The Reader is a Liverpool-based national charity that has pioneered a way to address these needs through the Shared Reading of great novels, poems and plays. By ‘great’ we mean literature that has the power to touch diverse people and connect us. It can help with mental health and soul troubles and make us say: ‘I never knew anyone but me felt that!’

Photo courtesy of The Reader

What literature can do

But beyond the intrinsic value of books, we believe that literature’s power is multiplied when it’s shared out loud together in small groups, or pairs. Read a poem alone, as we all mostly do, and you have your own experience and imagination to bring the text to life. Read it with six other people who aren’t necessarily like you, and you have six lives and six imaginations with which to bring it to life. Read it with someone telling you what it means to them personally and you have the profoundly moving experience of intimate understanding with someone you barely know. Place this experience on a mental health ward, recovery or prison rehabilitation setting – as The Reader does across the UK – and the impact becomes all the more poignant.

This is what Shared Reading does – it creates space for us to explore ordinary human lives and relate them to our own experiences and those of others. It’s a powerful tool which, research has shown, can reduce and prevent isolation, improve psychological wellbeing and build resilience. As one group member who suffers from anxiety and depression puts it:

It has the power to change the way you see the world and, indeed, how you see yourself.

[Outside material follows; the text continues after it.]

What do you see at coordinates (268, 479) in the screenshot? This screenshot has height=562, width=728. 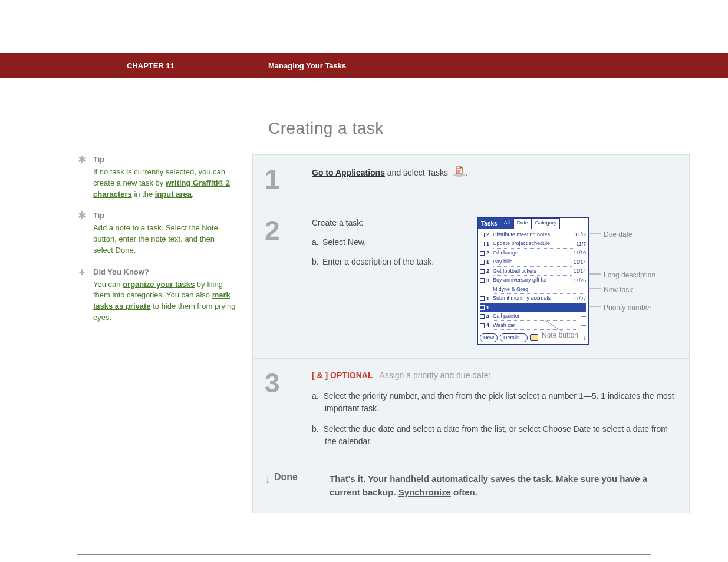 I see `down-arrow-icon: ↓` at bounding box center [268, 479].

A literature lifeline to support mental health

Almost 25 NHS Trusts, prisons and councils nationally commission Shared Reading, both as a form of preventative mental health support for people in the community and to deliver targeted work with those suffering more acute mental health challenges. This includes up to 100 groups in prisons and approved premises, secure mental health units and recovery centres for those suffering from addiction. One of those groups includes that of a hospital in Berkshire, where each week, patients from four acute mental health wards come together to read anything from the poetry of Mary Oliver to the writings of Rabindranath Tagore, facilitated by their ‘Reader in Residence’. Texts would be read aloud, thoughts would be shared, connections verbal or non would be made. As one of the group members once put it, “It’s inspiring and therapeutic”.

Yet as the crisis unfolded, we had to quickly transform our services, for our group members in Berkshire and others like them across the UK – delivering Shared Reading wherever and however possible: by phone, post, radio, or online under the banner The Reader at Home.

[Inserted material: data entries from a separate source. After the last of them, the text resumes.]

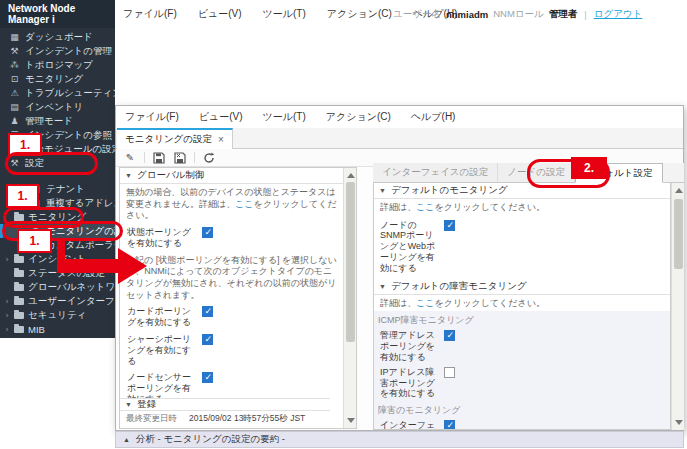  Describe the element at coordinates (436, 172) in the screenshot. I see `tab-interface-settings: インターフェイスの設定` at that location. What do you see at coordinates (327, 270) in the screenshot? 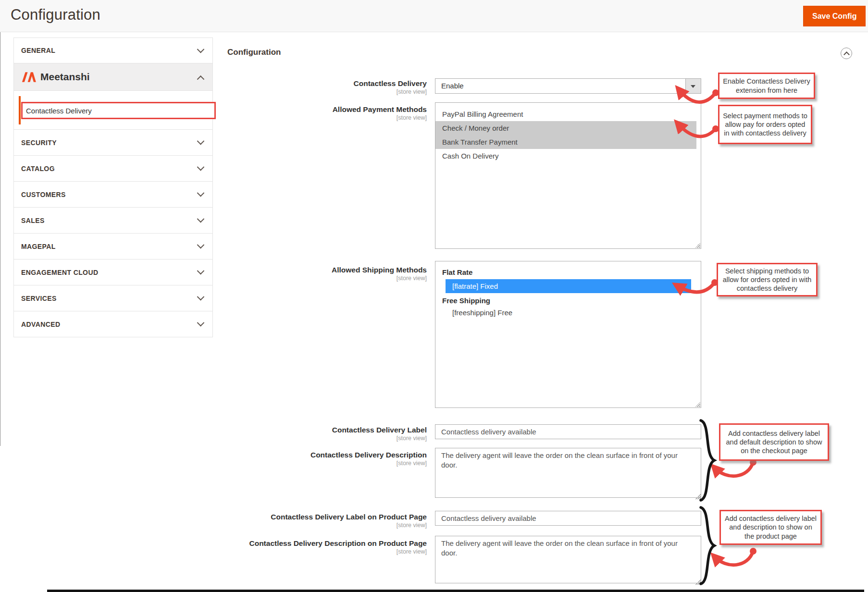
I see `field-label: Allowed Shipping Methods` at bounding box center [327, 270].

We have heartening examples of how these adapted services are making an impact during lockdown – sessions on Zoom are providing much needed continuity and stability for those in Approved Premises. Newly curated ‘Life lines’ and ‘Reader Direct’ reading activity packs and newsletters are being distributed to mental health support services, prison units and wider partners across the UK. Specially recorded Shared Reading sessions are being broadcast over The National Prison radio network to 120 prisons nationally, to connect with residents known and new. Increasingly we are hearing of trained partner staff in clinical settings who are using Shared Reading to support their own wellbeing and that of their colleagues – as well as those who are in their care. As for the group in Berkshire, after a moment of pause, both patients and staff will be gathering again on Zoom for much needed connection with their Reader in Residence, the literature and each other.

So whilst this has been a challenging time for our community, our organisation and our sector, it has also given us impetus to innovate and to remove the geographical or logistical elements that can sometimes present a barrier. We’re optimistic that valuable learnings and fresh perspectives will emerge. As Wendell Berry writes in The Slip:

There is nothing/to do but learn and wait, return to work/on what remains. Seed will sprout in the scar. /Though death is in the healing, it will heal.